The human neuro-net, the unconscious of the species, is actually being hardwired as an artifact. We’re pouring glass and gold and silicon down the micro-tubules of the racial imagination and, as it were, making a kind of casting of the state of the human imagination at the close of the millennium.
If you have five gold atoms, you don’t have the color yellow. You don’t get that until you have hundreds of gold atoms. That color is an emergent property. It requires a large number of gold atoms for the fact that gold is yellow to begin to be part of the picture. Similarly, wetness. If you have a water molecule, it is not wet in any sense that you can relate to. Wetness is a property of thousands of water molecules. It’s an emergent property. So there’s obviously nothing magical about this, unless you happen to be conscious at one of these phase transitions and you actually see an emergent property come out of a species. And clearly, what we are trying to do is overcome our differences. Our thing is a curious dichotomy between our individuality and our drive toward community. And technology is facilitating the drive toward community at this incredibly accelerated rate.
The unitary mind is being created. It is, in fact, in existence. The autonomic functions of the human superorganism are already in place. And what do I mean by the autonomic functions? I mean the daily pricing of gold, the computer transactions that characterize the banking system: this is all going on all the time. Machines are talking to machines, moving billions of dollars around, setting the value of currency and precious metals and commodities. I mean, most of this is on automatic. Human operators are only called in when unexpected fluctuations are picked up inside the system. And yet, it’s not clear what is being maximized.
The topmost level of control is only assumed to exist. This is very exciting. We all assume that if you follow these trees of control up and up, finally—at the level of the IMF, the World Bank, the National Security Council—someone is running it. But it’s actually not true. It isn’t a tree. It doesn’t lead to focal nexus of control. It’s a net. It’s a web. And, you know, when you realize this, you realize that a very large amount of power is in your hands.
What he’s saying in The Phenomenon of Man is that we are now generating what he calls the noösphere. And the noösphere is the atmosphere of technical accretions and electronic information-transfer and electromagnetic fields—VHF, UHF, so forth and so on—and that this is part of evolution. His great insight was to see geology, biology, and sociology as a continuous spectrum.
We worship mind. Well, if you make consciousness your religion, then clearly the body of consciousness is the technical accretion: the superhighways, the computers, the color, the fiber optic networks. All that is how consciousness manifests itself.
My idea of the regulation of culture through the psychedelic experience is not that there is something magical about the psychedelic experience in and of itself, but that what it is is an attunement to natural harmonics on many levels that we could call (I do call it) the Gaian mind. It’s a higher intentionality. But it’s not mystical mumbo jumbo, it’s biology. There’s level upon level of pheromones, oscillations, chemical oscillators, all kinds of things that regulate biology besides the gross activation of enzyme systems inside the wetware of an organism. When you’re in the jungle like the Amazon, you see that this is seamless, this is one thing. It’s only my style of knowing that tells me this is a palm tree, this is a crocodile, this is a butterfly. But the way it’s all working is: it’s just genes, and gene-exchange, and life and death, and procreation, and symbiosis, and so forth and so on.
It’s about not believing, not consuming, not following. It’s about taking back direct experience. If we could feel our circumstance, if we could feel what we’re doing to the Earth and each other, we wouldn’t do it! It’s that simple—because it’s too horrible. But you can anesthetize yourself with ideology, with wealth, with distance, with religious obsession, and so forth and so on, and then you can’t tell shit from shinola. But pain is pain, agony is agony. There’s plenty of it out there. So I think the precondition for any kind of response to that—any kind of political or reforming response to it—is to feel. And that means taking back your own social space from the machinery of media and domination and value-manipulation and so forth and so on.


PROMPT
The required answer is the count of lines in the records that contain "graph", with no other text.
Content starts
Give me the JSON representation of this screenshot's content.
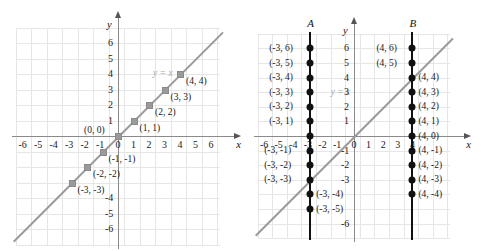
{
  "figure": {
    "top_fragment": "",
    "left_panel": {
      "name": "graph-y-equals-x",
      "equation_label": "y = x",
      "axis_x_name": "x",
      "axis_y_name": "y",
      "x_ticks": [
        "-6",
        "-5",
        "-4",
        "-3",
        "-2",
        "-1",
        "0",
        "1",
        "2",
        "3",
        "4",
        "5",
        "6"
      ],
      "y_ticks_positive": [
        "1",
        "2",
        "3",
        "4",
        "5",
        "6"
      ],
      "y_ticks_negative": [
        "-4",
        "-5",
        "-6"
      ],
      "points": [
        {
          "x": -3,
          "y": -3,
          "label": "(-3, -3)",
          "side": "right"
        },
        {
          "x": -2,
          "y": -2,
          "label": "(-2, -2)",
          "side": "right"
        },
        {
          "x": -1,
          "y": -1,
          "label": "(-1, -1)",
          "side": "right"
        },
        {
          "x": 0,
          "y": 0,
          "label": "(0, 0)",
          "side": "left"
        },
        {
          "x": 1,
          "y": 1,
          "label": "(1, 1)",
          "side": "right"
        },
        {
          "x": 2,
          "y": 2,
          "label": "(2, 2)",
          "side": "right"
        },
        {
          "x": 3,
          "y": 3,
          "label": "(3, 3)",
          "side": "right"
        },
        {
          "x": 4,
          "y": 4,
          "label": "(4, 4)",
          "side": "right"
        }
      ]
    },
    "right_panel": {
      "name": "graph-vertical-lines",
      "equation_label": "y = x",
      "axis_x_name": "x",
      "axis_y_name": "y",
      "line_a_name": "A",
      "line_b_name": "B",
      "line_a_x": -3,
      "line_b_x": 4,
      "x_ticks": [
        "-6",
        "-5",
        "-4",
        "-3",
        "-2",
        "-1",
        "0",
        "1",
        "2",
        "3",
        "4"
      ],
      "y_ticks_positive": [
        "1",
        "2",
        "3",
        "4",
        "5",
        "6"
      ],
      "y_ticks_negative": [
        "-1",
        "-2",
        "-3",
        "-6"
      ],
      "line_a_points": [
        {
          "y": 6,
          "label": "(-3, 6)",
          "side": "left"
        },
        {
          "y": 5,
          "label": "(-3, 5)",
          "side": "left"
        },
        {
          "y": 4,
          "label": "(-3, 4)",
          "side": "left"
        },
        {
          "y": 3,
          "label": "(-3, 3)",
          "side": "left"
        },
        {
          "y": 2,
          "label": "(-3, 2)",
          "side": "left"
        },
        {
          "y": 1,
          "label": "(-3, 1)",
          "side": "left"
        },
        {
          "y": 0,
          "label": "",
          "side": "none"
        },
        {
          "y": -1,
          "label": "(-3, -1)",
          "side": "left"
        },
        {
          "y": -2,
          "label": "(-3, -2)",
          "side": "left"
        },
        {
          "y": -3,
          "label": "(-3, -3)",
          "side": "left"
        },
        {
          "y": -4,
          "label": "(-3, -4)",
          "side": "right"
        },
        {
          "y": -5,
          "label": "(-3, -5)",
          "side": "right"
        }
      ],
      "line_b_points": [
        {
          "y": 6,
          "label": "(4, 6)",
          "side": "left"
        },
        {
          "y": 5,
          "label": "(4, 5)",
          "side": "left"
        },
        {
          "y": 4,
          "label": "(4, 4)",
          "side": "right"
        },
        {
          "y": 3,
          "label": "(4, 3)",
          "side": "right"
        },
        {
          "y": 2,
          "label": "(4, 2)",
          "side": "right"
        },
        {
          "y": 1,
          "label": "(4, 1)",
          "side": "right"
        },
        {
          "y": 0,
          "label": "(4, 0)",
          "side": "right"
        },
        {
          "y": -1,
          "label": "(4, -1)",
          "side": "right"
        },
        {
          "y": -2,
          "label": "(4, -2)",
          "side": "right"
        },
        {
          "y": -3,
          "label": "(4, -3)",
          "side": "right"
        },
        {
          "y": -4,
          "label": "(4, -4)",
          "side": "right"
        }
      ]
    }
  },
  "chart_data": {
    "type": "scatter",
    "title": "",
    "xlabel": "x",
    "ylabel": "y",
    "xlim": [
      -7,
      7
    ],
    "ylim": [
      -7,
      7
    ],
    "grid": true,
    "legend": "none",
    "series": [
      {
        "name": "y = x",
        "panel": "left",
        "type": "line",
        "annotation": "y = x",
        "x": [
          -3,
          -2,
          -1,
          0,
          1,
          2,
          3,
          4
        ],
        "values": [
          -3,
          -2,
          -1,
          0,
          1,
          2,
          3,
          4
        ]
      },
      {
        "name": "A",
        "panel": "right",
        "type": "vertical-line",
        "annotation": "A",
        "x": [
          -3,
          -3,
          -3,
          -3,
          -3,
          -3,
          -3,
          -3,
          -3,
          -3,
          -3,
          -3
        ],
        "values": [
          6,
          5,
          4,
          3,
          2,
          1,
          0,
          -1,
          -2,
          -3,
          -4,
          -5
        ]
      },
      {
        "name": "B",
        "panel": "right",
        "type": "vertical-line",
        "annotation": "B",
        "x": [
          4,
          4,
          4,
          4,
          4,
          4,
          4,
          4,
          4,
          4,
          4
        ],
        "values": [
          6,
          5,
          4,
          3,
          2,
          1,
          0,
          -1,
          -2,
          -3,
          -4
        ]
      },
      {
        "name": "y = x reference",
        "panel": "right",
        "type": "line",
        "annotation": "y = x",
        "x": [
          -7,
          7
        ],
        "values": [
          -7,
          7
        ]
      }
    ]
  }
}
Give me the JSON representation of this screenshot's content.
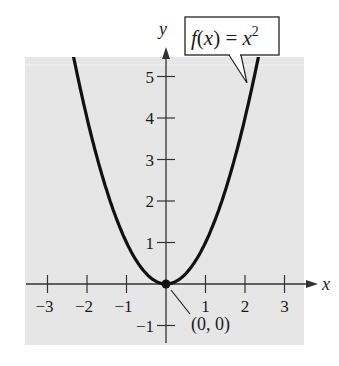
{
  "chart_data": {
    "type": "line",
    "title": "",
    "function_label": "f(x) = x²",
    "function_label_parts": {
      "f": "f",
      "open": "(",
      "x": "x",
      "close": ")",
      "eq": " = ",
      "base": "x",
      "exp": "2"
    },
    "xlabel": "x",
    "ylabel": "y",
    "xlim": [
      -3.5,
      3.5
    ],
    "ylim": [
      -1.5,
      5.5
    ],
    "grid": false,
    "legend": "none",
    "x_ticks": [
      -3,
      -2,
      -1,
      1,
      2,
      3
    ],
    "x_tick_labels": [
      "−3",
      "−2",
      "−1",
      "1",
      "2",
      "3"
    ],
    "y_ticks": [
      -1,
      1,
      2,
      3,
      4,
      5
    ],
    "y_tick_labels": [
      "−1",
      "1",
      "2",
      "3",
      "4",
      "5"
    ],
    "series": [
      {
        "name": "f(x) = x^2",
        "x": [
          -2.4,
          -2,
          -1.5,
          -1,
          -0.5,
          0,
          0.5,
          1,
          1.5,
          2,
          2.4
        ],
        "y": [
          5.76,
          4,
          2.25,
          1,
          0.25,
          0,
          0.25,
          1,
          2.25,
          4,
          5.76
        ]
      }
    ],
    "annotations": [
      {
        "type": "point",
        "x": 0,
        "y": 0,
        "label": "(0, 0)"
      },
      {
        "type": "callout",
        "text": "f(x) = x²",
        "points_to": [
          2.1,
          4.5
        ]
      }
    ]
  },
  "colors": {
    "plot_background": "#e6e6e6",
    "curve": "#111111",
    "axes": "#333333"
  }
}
Content ends
Content starts
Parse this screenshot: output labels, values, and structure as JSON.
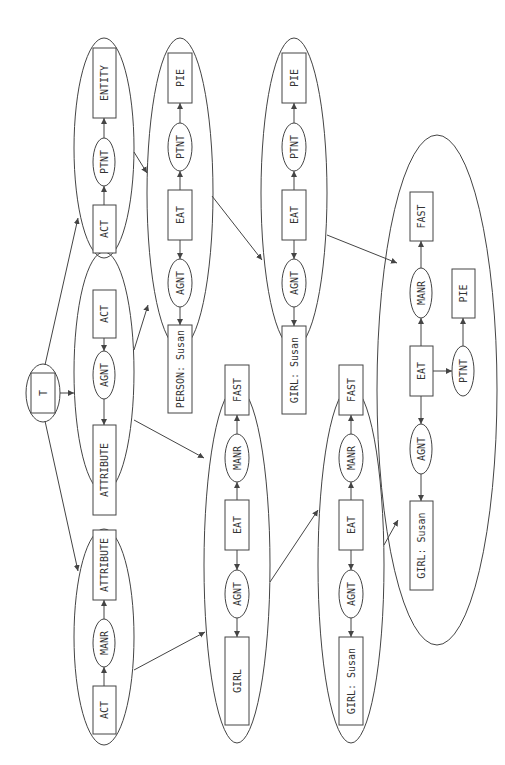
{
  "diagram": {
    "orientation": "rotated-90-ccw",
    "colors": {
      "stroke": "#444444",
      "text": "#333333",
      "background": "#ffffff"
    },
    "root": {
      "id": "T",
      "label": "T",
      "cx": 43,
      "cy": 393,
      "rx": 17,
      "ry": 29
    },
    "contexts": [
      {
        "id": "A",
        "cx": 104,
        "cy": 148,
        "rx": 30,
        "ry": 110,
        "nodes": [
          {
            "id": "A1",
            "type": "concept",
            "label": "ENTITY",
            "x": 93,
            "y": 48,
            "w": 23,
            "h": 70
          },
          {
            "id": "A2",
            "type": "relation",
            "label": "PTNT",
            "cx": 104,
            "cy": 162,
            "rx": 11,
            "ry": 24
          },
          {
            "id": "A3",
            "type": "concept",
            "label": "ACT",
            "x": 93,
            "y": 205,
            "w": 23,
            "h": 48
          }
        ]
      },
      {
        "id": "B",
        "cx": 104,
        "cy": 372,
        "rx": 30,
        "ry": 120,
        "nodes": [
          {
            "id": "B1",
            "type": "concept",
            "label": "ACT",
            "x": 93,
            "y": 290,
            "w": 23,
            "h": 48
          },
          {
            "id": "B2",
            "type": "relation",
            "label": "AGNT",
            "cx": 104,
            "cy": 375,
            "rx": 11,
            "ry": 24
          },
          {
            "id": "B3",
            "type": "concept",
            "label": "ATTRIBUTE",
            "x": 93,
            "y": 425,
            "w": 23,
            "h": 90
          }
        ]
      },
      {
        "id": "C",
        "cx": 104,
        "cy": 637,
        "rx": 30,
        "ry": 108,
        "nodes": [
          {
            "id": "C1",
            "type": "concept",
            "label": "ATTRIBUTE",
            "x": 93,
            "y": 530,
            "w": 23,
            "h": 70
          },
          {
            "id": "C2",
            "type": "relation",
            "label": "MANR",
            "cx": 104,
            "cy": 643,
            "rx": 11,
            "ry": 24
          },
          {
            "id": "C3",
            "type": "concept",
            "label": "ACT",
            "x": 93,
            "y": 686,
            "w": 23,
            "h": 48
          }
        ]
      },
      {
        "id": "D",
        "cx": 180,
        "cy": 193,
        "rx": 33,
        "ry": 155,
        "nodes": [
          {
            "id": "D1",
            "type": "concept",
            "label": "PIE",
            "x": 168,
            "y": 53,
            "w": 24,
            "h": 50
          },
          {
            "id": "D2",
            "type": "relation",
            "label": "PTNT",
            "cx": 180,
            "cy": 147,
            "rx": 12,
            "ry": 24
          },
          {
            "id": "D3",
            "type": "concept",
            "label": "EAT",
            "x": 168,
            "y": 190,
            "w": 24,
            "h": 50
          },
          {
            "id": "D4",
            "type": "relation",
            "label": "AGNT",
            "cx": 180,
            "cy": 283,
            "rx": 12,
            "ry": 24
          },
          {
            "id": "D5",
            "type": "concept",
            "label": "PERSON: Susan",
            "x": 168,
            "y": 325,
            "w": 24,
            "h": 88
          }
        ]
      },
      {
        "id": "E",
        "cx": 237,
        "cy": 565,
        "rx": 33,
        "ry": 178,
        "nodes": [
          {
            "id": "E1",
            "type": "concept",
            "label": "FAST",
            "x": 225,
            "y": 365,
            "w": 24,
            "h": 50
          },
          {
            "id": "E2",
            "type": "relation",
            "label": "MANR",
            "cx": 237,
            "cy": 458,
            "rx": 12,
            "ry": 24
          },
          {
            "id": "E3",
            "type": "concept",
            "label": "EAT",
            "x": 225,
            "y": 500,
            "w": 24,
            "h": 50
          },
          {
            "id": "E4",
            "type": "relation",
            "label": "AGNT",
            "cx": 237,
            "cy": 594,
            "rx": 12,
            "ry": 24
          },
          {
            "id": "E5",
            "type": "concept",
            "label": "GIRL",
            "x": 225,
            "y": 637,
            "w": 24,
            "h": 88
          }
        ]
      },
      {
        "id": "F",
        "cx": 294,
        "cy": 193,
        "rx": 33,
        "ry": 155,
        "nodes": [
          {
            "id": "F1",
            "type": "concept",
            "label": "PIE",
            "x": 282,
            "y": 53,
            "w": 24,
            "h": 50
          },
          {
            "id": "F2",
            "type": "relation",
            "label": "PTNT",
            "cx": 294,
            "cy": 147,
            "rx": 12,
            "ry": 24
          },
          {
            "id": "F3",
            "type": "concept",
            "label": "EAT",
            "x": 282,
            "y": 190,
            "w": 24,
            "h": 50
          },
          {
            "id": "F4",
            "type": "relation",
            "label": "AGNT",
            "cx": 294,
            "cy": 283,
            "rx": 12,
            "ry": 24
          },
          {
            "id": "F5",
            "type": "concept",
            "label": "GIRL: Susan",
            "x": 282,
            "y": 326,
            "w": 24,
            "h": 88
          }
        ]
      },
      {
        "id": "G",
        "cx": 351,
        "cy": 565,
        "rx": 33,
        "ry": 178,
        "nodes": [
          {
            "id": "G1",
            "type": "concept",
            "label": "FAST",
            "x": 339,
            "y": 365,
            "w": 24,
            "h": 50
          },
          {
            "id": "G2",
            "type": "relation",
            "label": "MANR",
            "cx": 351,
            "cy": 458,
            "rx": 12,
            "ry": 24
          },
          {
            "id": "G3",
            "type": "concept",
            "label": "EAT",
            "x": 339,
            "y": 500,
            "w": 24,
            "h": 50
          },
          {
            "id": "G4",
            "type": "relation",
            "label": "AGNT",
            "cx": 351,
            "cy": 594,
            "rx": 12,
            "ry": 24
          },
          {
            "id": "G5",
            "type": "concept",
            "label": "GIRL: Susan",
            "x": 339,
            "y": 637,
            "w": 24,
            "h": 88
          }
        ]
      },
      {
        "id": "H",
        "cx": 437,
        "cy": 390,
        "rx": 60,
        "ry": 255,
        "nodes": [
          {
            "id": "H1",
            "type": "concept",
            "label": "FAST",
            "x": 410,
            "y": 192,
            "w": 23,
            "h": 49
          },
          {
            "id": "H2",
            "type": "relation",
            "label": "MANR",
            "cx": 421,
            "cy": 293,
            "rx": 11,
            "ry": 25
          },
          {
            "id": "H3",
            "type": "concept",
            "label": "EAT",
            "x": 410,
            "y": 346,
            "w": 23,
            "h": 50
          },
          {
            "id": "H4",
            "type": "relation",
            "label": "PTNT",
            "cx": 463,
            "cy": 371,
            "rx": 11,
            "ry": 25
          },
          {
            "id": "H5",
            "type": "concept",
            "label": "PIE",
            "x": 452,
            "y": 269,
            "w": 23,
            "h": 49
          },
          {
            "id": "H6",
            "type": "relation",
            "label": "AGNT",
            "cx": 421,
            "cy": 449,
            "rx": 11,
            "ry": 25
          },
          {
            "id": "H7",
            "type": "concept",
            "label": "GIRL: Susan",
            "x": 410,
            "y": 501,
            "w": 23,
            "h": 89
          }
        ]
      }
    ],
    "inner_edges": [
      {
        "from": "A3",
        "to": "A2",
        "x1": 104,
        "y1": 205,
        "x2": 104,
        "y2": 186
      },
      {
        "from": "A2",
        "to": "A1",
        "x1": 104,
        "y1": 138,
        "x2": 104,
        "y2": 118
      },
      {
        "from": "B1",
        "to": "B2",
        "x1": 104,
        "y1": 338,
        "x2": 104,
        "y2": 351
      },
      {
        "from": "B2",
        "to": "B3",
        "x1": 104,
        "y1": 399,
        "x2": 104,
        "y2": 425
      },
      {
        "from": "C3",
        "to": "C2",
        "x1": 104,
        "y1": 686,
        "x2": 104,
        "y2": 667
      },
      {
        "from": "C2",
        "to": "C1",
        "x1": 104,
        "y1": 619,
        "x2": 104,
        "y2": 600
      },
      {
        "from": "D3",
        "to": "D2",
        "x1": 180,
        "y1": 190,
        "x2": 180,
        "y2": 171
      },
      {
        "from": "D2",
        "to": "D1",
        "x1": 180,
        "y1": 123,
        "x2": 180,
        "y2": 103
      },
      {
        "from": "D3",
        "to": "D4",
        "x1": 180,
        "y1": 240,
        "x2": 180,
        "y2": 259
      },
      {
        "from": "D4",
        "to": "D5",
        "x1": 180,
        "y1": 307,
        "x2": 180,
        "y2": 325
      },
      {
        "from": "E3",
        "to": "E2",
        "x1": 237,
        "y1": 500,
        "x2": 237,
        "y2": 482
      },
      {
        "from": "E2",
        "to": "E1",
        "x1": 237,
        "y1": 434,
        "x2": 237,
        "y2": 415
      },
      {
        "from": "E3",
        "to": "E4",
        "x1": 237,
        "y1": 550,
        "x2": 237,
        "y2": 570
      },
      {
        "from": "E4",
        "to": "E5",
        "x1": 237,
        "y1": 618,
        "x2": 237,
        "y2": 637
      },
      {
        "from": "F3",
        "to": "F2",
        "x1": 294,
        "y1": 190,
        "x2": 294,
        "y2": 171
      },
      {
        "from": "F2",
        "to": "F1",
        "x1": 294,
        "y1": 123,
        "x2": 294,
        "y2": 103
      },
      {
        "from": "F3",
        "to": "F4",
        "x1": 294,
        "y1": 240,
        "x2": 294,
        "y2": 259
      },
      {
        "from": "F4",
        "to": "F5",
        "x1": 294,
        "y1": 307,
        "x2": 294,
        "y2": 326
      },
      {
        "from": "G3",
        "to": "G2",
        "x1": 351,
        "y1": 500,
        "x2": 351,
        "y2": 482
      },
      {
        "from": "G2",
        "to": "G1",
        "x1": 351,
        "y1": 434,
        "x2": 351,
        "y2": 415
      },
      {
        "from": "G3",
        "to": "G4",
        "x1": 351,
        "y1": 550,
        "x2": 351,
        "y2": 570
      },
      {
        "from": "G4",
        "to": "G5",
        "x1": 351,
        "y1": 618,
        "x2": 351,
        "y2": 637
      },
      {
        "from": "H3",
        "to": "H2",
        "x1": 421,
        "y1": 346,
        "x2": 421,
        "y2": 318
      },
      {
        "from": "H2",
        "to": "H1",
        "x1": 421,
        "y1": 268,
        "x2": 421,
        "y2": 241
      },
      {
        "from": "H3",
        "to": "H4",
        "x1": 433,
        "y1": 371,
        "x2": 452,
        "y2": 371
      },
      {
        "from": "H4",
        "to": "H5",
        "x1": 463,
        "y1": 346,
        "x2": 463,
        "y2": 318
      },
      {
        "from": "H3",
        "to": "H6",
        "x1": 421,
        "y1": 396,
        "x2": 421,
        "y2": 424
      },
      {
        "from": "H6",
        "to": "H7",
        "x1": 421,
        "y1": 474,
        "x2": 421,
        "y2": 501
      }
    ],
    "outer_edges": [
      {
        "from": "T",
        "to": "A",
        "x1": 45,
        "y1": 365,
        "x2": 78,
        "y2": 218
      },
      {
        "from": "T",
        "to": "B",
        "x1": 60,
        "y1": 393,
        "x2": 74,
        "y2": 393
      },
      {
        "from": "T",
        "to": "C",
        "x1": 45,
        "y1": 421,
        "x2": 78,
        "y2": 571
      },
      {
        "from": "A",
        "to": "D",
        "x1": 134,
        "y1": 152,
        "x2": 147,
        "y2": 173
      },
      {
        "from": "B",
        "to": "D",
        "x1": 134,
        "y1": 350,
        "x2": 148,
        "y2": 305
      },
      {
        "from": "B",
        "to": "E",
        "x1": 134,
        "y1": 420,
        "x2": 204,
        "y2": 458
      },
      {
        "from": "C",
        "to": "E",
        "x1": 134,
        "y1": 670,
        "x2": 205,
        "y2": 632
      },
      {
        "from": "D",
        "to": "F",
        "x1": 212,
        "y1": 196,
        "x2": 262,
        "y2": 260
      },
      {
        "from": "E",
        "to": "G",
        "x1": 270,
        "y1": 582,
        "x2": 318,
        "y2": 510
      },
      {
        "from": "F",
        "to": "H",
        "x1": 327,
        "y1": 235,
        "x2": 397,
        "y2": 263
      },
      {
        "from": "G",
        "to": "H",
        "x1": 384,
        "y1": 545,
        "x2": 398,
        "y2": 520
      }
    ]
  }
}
Content ends
RESPONSE AREA
2